The first problem ... apparently they aren't planing on adding capturing of non-final variables. This is a PITA since a lot of anonymous classes are using just that by boxing those vars in final arrays ... which is the kind of boilerplate I could do without, but I guess readability of code is not a priority (oh, the irony).
The second problem ... the proposal is not final, but from what I've seen the "Function type" has to deal with primitives, and they are going to do that through code-specialization ... and if that's the case, it would be yet another case where they are introducing exceptions in the language (like it's the case for arrays or for operator overloading). I'm not even going to mention the "special" syntax introduced for collections.
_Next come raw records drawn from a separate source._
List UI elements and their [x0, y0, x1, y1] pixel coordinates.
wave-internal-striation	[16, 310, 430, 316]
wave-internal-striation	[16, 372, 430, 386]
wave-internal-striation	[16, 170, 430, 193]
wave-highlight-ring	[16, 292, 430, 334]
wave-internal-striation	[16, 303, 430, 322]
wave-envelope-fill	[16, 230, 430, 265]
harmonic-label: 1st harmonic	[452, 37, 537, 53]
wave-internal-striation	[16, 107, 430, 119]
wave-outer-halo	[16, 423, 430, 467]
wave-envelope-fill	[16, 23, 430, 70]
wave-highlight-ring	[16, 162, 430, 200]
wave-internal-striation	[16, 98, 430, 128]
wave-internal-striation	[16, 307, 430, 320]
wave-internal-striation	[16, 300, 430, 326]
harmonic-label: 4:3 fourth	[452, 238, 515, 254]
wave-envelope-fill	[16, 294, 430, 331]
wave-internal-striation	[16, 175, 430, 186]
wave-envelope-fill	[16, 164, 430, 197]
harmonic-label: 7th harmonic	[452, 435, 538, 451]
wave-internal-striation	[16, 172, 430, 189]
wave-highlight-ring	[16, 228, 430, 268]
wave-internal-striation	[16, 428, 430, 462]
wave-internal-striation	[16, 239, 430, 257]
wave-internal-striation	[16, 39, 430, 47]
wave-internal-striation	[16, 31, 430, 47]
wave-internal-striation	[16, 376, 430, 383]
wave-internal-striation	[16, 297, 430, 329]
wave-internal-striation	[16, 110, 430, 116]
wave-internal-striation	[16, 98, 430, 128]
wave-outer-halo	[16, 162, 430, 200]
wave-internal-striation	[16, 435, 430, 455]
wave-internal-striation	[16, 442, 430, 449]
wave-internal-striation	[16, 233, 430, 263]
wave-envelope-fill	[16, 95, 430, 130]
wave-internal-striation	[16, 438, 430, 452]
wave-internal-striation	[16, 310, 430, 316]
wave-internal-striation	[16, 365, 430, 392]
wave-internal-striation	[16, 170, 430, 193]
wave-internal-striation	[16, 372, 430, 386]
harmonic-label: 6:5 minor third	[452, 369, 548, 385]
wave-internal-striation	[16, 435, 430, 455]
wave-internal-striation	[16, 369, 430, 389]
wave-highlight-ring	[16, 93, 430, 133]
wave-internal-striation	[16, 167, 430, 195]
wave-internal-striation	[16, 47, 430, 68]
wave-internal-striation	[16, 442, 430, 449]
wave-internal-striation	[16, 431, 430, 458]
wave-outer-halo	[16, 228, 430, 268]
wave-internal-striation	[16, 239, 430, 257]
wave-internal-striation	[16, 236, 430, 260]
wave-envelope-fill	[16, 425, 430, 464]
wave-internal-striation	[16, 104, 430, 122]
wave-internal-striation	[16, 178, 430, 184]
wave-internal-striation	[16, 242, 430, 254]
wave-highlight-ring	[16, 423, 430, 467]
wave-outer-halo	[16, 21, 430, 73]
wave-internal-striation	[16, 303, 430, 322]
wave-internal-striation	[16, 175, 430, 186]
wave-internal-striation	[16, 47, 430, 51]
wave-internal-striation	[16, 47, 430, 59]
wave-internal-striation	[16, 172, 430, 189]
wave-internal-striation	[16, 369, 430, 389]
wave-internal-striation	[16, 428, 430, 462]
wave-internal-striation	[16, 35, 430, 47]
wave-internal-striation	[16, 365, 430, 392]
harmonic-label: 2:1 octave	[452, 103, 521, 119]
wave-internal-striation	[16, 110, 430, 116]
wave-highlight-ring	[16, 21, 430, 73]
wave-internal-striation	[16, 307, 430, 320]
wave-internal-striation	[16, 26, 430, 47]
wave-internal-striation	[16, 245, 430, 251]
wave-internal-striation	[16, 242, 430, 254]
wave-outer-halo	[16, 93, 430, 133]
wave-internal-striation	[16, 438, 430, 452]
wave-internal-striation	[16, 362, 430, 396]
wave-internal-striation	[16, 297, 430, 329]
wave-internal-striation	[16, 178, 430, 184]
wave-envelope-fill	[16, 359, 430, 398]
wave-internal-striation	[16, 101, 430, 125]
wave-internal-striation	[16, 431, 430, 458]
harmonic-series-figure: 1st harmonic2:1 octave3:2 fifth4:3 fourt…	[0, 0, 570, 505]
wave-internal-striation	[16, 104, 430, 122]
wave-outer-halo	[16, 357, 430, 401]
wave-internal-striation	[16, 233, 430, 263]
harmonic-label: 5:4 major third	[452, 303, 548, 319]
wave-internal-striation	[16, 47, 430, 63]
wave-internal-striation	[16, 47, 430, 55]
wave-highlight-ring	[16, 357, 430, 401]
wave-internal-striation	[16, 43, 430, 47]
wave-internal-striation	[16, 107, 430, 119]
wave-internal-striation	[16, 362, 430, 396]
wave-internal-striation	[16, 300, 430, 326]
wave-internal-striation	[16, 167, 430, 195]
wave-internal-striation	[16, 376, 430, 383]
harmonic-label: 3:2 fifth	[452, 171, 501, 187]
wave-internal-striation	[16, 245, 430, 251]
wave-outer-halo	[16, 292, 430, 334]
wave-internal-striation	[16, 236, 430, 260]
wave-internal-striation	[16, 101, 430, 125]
The third problem ... since we are talking about fork/join, it would be best to leave the constructing of the query to the designer of the framework, therefore returning the syntax tree of a closure (instead of the method refence) would be really useful. The proposal doesn't include such "futurist" notions though (LISP's quote is very cutting-edge after all).
The fourth problem ... it would be best to deprecate Java in favor of something else running on the JVM. But what chances would a language have that isn't totally different (in which case it would diverge from the type system, therefore slow or with interoperability problems) or that doesn't have feature-bloat to differentiate itself from Java (like Scala, which IMHO it's an abomination). The point being that adding features to Java makes life harder for everyone (including people using/developing other languages). Why not concentrate on advancing the JVM instead? Still no tail-calls, still no stack-allocated objects (with escape-analysis not delivering on its promise), and invoke-dynamic is one whole year away from being released.
And closures are a language feature that happened long before Java appeared, and it's been talked about it ever since the start. See this article about "Microsoft's delegates" ... http://java.sun.com/docs/white/delegates.html
Now they want to add closures because that's the only sane way to work with fork/join frameworks? No shit. It saddens me because it took a really loooooong time for them to realize this ... design by committee at its best.